Dear Higher Ed, This Is Why Your In-House Videographer Left
Higher ed has an in-house video content creation problem, and as enrollment declines and demands for more and more video content from all sides increase, it’s only getting worse.
A lot of salaried videographers are not happy in their roles at best, and resentful at worst for many reasons we’ll get into below.
It’s up to leadership of creative teams to understand what is causing a high level of overwhelm, lack of fulfillment, drained creative energy, and high turnover among in-house videographers at many colleges and universities in order to stem the tide.
Let’s get into it.
1. The cost of living has skyrocketed in the last few years, and the salary you think is appropriate for such an important role is stuck in 2012.
In 2020 the amount of money my family of 4 spent on groceries and household items (toilet paper, cleaning supplies, etc.) was $800 per month.
Today it’s around $1600 per month.
Across the board, the increased cost of living has far outpaced the average salary range such that a $50,000 salary feels like a $30,000 salary did 5 years ago.
The job postings coming out for some of these full time in-house videographer positions at colleges are asking for a king’s feast on a peasant’s budget.
The job of concepting, producing, directing, and editing videos, plus managing other content creators like interns or student content creators, interfacing with internal campus partners and fulfilling all their orders, managing a footage library, and and and… should come with at least a $75,000/year price tag, not $45,000.
2. They saw the potential your videos could have on the growth of the institution, but you squandered their talent following the president around with a camera.
I spoke to a marketing director at a sub-school of a large university in the US who used to have her own videographer. The central marketing team decided to centralize all the marketing efforts, took her videographer, and replaced him with a $20,000 budget which was intended to cover any freelancers she’d need to hire for the entire year.
That videographer ended up being reduced to following the president around to non-mission-critical speaking engagements, and doing talking head comms videos that made zero impact on enrollment or brand awareness.
Many videographers working in-house feel like they’re just fulfilling orders and doing busy work that is not moving the needle forward, and this is not only a problem with morale, but a waste of precious budget.
3. They told you they were overwhelmed with busy-work requests from all departments, and you didn't listen.
Making videos is a time-consuming and tedious job. There’s no such thing as a “just do this real quick” type of project. Your videographer has to prep, schedule filming with stakeholders, set up the equipment, film the thing, tear down the equipment, back up the footage, and that’s all before the tedious job of looking for the perfect song, editing, exporting, and reviewing the video for glitches.
When requests like this are coming in from all departments who want something “just real quick” the workload gets out of control quickly.
Leadership needs to have a better understanding of the time it takes to make one video, and prioritize requests accordingly. When this doesn’t happen, eventually that videographer will seek greener pastures.
4. They wanted project leads to slow down and think through the messaging of their video requests, and what they wanted the results of this video to be, but you told them to just get it done.
Any creative that resists being a short-order cook doing random acts of creation is one you want to keep around. It means they don’t want their role to be an expense in the marketing budget, but one that gets a return on your investment. They want their work to have an impact.
Sometimes you do just need to get things done in order to fulfill a time-sensitive request here and there, or keep some stakeholder happy. But a “ready, fire, aim” approach to video marketing is a huge waste of resources, and quickly drains creative energy.
5. They wanted to be involved in the creative planning of projects from the beginning, but you thought you knew best and handed them a crappy idea to execute that they knew wasn't going to resonate one bit with prospective students.
A marketing director wouldn’t want the CMO to hire them and then tell them what campaigns to execute and how to execute them without their input. It would reduce their job to just pushing buttons, and why would anyone stick around for that?
In the same way, your videographer hopefully has a grasp on what makes for engaging video content. When leadership thinks they know best and reduces their role to just pointing the camera at boring stuff and hitting record, they’re going to leave to find a job where their expertise is valued.
6. You made everything an uphill battle. The path of least resistance was to leave.
Higher ed is no stranger to bureaucracy, but bureaucracy is the enemy of fresh engaging content. If the process for doing impacful video work requires a business case for every new idea that needs to be run up the chain of command before it’s inevitably shot down, eventually that person will get tired of fighting for common sense creative decisions.
If you’re going to hire an in-house videographer at your college or university, you need to create a culture for them to thrive, in order for your video strategy to thrive.
You might think that by hiring in-house you’re saving money.
But if what is described above represents the culture at your college or university, you might be a better candidate for outsourcing video production to an outside vendor.
With the amount of budget waste that occurs from pigeonholing an in-house videographer into being a short-order cook and stifling their talent, the process of working with an outside vendor, where every deliverable has a tangible price tag associated with it, might actually force more strategic decision making.
In either case, higher ed needs to do better and put higher value and respect on the role of an in-house videographer.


--- Work to be completed ---
Each line of the records must appear in your answer exactly, with no pictures.

--- Provided material ---
----

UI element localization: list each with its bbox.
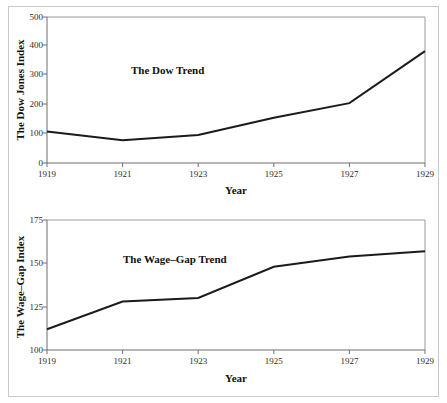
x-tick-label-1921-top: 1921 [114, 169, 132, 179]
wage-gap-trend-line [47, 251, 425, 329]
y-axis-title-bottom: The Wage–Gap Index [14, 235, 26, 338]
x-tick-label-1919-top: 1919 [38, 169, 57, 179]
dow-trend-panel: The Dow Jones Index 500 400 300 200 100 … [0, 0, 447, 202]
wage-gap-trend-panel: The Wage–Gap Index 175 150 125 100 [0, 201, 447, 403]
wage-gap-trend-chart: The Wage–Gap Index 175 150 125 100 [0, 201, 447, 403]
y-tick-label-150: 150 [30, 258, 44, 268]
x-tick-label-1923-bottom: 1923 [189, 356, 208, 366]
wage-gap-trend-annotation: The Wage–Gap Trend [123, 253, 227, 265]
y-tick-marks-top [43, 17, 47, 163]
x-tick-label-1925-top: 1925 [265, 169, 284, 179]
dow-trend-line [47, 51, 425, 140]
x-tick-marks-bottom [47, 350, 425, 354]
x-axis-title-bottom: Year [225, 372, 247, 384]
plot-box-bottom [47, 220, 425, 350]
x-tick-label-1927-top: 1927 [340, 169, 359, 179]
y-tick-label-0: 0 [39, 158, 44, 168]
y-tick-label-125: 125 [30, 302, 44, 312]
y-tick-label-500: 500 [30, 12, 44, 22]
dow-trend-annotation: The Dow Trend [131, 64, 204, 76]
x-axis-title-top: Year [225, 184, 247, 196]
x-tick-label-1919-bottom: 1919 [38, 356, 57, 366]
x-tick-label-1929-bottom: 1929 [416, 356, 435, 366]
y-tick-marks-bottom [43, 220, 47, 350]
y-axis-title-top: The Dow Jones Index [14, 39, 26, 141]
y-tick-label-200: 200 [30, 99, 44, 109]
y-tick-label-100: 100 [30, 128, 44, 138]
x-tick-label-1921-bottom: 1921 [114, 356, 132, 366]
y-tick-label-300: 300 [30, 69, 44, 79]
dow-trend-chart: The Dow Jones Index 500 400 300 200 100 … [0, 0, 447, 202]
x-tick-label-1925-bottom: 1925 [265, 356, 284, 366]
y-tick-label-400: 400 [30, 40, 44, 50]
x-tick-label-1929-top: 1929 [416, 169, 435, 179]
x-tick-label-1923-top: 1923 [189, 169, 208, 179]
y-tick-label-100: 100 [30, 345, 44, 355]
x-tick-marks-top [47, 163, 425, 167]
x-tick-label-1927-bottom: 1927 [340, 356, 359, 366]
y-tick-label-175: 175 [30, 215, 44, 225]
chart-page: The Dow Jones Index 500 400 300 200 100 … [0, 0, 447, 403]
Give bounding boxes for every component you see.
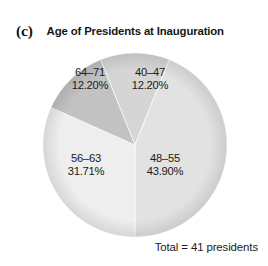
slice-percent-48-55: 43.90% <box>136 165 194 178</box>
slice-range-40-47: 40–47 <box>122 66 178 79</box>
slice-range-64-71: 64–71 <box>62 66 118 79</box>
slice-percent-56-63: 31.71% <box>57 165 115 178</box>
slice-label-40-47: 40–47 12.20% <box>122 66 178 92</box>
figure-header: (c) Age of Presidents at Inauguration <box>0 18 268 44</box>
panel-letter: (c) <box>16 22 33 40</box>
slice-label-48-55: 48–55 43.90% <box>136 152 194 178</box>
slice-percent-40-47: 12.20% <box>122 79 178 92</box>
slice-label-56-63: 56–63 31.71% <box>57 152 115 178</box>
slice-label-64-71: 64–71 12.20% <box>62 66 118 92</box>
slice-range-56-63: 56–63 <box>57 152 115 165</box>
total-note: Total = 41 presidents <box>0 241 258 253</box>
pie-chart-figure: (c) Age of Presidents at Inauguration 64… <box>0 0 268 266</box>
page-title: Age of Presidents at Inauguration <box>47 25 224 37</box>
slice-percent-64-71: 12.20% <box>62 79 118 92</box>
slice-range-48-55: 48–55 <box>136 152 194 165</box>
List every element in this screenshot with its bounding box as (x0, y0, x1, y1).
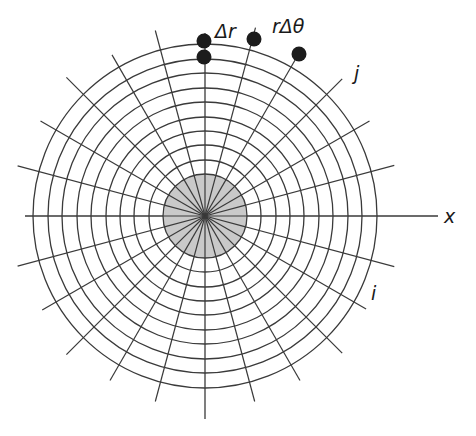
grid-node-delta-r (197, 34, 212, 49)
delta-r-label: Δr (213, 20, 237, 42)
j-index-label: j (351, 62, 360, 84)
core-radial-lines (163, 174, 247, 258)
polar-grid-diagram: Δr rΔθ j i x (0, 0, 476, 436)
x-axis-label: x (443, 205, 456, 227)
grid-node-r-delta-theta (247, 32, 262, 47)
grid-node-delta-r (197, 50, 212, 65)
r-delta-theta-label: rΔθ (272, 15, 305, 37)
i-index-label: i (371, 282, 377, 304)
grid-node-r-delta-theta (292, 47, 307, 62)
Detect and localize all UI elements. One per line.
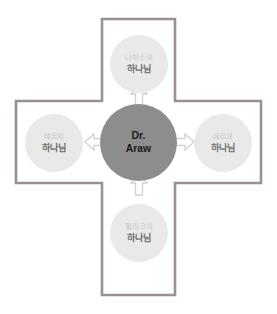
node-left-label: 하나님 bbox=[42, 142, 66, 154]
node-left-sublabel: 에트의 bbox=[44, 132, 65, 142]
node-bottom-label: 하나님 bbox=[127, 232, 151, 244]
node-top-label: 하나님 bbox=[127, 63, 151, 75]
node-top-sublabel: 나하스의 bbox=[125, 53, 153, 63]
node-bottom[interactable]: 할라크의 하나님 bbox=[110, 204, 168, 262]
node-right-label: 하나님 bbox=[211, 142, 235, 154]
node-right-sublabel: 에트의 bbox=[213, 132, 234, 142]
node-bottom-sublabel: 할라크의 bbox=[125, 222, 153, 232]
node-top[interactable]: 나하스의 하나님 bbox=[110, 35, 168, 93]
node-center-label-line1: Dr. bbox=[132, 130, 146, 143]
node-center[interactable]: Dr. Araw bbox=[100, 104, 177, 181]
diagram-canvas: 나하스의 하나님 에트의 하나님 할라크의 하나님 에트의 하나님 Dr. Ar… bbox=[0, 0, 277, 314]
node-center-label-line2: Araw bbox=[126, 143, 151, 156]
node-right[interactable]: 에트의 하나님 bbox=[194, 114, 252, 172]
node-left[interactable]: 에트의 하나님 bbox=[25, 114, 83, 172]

----

--- Your response ---
UI element localization: list each with its bbox.
x-tick-label-1921-top: 1921 [114, 169, 132, 179]
wage-gap-trend-line [47, 251, 425, 329]
y-axis-title-bottom: The Wage–Gap Index [14, 235, 26, 338]
x-tick-label-1919-top: 1919 [38, 169, 57, 179]
dow-trend-panel: The Dow Jones Index 500 400 300 200 100 … [0, 0, 447, 202]
wage-gap-trend-panel: The Wage–Gap Index 175 150 125 100 [0, 201, 447, 403]
wage-gap-trend-chart: The Wage–Gap Index 175 150 125 100 [0, 201, 447, 403]
y-tick-label-150: 150 [30, 258, 44, 268]
x-tick-label-1923-bottom: 1923 [189, 356, 208, 366]
wage-gap-trend-annotation: The Wage–Gap Trend [123, 253, 227, 265]
y-tick-marks-top [43, 17, 47, 163]
x-tick-label-1925-top: 1925 [265, 169, 284, 179]
dow-trend-line [47, 51, 425, 140]
x-tick-marks-bottom [47, 350, 425, 354]
x-axis-title-bottom: Year [225, 372, 247, 384]
plot-box-bottom [47, 220, 425, 350]
x-tick-label-1927-top: 1927 [340, 169, 359, 179]
y-tick-label-0: 0 [39, 158, 44, 168]
y-tick-label-125: 125 [30, 302, 44, 312]
y-tick-label-500: 500 [30, 12, 44, 22]
dow-trend-annotation: The Dow Trend [131, 64, 204, 76]
x-axis-title-top: Year [225, 184, 247, 196]
x-tick-label-1919-bottom: 1919 [38, 356, 57, 366]
x-tick-label-1929-bottom: 1929 [416, 356, 435, 366]
y-tick-marks-bottom [43, 220, 47, 350]
y-axis-title-top: The Dow Jones Index [14, 39, 26, 141]
y-tick-label-200: 200 [30, 99, 44, 109]
y-tick-label-100: 100 [30, 128, 44, 138]
x-tick-label-1921-bottom: 1921 [114, 356, 132, 366]
y-tick-label-300: 300 [30, 69, 44, 79]
dow-trend-chart: The Dow Jones Index 500 400 300 200 100 … [0, 0, 447, 202]
x-tick-label-1925-bottom: 1925 [265, 356, 284, 366]
y-tick-label-400: 400 [30, 40, 44, 50]
x-tick-label-1929-top: 1929 [416, 169, 435, 179]
x-tick-label-1923-top: 1923 [189, 169, 208, 179]
y-tick-label-100: 100 [30, 345, 44, 355]
x-tick-marks-top [47, 163, 425, 167]
x-tick-label-1927-bottom: 1927 [340, 356, 359, 366]
y-tick-label-175: 175 [30, 215, 44, 225]
chart-page: The Dow Jones Index 500 400 300 200 100 … [0, 0, 447, 403]
Give bounding boxes for every component you see.
slice-percent-48-55: 43.90% <box>136 165 194 178</box>
slice-range-40-47: 40–47 <box>122 66 178 79</box>
slice-range-64-71: 64–71 <box>62 66 118 79</box>
slice-percent-56-63: 31.71% <box>57 165 115 178</box>
slice-label-40-47: 40–47 12.20% <box>122 66 178 92</box>
figure-header: (c) Age of Presidents at Inauguration <box>0 18 268 44</box>
panel-letter: (c) <box>16 22 33 40</box>
slice-label-48-55: 48–55 43.90% <box>136 152 194 178</box>
slice-percent-40-47: 12.20% <box>122 79 178 92</box>
slice-label-56-63: 56–63 31.71% <box>57 152 115 178</box>
slice-label-64-71: 64–71 12.20% <box>62 66 118 92</box>
slice-range-56-63: 56–63 <box>57 152 115 165</box>
total-note: Total = 41 presidents <box>0 241 258 253</box>
pie-chart-figure: (c) Age of Presidents at Inauguration 64… <box>0 0 268 266</box>
page-title: Age of Presidents at Inauguration <box>47 25 224 37</box>
slice-percent-64-71: 12.20% <box>62 79 118 92</box>
slice-range-48-55: 48–55 <box>136 152 194 165</box>
List every element in this screenshot with its bounding box as (x0, y0, x1, y1).
grid-node-delta-r (197, 34, 212, 49)
delta-r-label: Δr (213, 20, 237, 42)
j-index-label: j (351, 62, 360, 84)
core-radial-lines (163, 174, 247, 258)
polar-grid-diagram: Δr rΔθ j i x (0, 0, 476, 436)
x-axis-label: x (443, 205, 456, 227)
grid-node-r-delta-theta (247, 32, 262, 47)
grid-node-delta-r (197, 50, 212, 65)
r-delta-theta-label: rΔθ (272, 15, 305, 37)
i-index-label: i (371, 282, 377, 304)
grid-node-r-delta-theta (292, 47, 307, 62)
Detect and localize all UI elements. One per line.
node-left-label: 하나님 bbox=[42, 142, 66, 154]
node-left-sublabel: 에트의 bbox=[44, 132, 65, 142]
node-bottom-label: 하나님 bbox=[127, 232, 151, 244]
node-top-label: 하나님 bbox=[127, 63, 151, 75]
node-top-sublabel: 나하스의 bbox=[125, 53, 153, 63]
node-bottom[interactable]: 할라크의 하나님 bbox=[110, 204, 168, 262]
node-right-label: 하나님 bbox=[211, 142, 235, 154]
node-right-sublabel: 에트의 bbox=[213, 132, 234, 142]
node-bottom-sublabel: 할라크의 bbox=[125, 222, 153, 232]
node-top[interactable]: 나하스의 하나님 bbox=[110, 35, 168, 93]
node-center-label-line1: Dr. bbox=[132, 130, 146, 143]
node-center[interactable]: Dr. Araw bbox=[100, 104, 177, 181]
diagram-canvas: 나하스의 하나님 에트의 하나님 할라크의 하나님 에트의 하나님 Dr. Ar… bbox=[0, 0, 277, 314]
node-center-label-line2: Araw bbox=[126, 143, 151, 156]
node-right[interactable]: 에트의 하나님 bbox=[194, 114, 252, 172]
node-left[interactable]: 에트의 하나님 bbox=[25, 114, 83, 172]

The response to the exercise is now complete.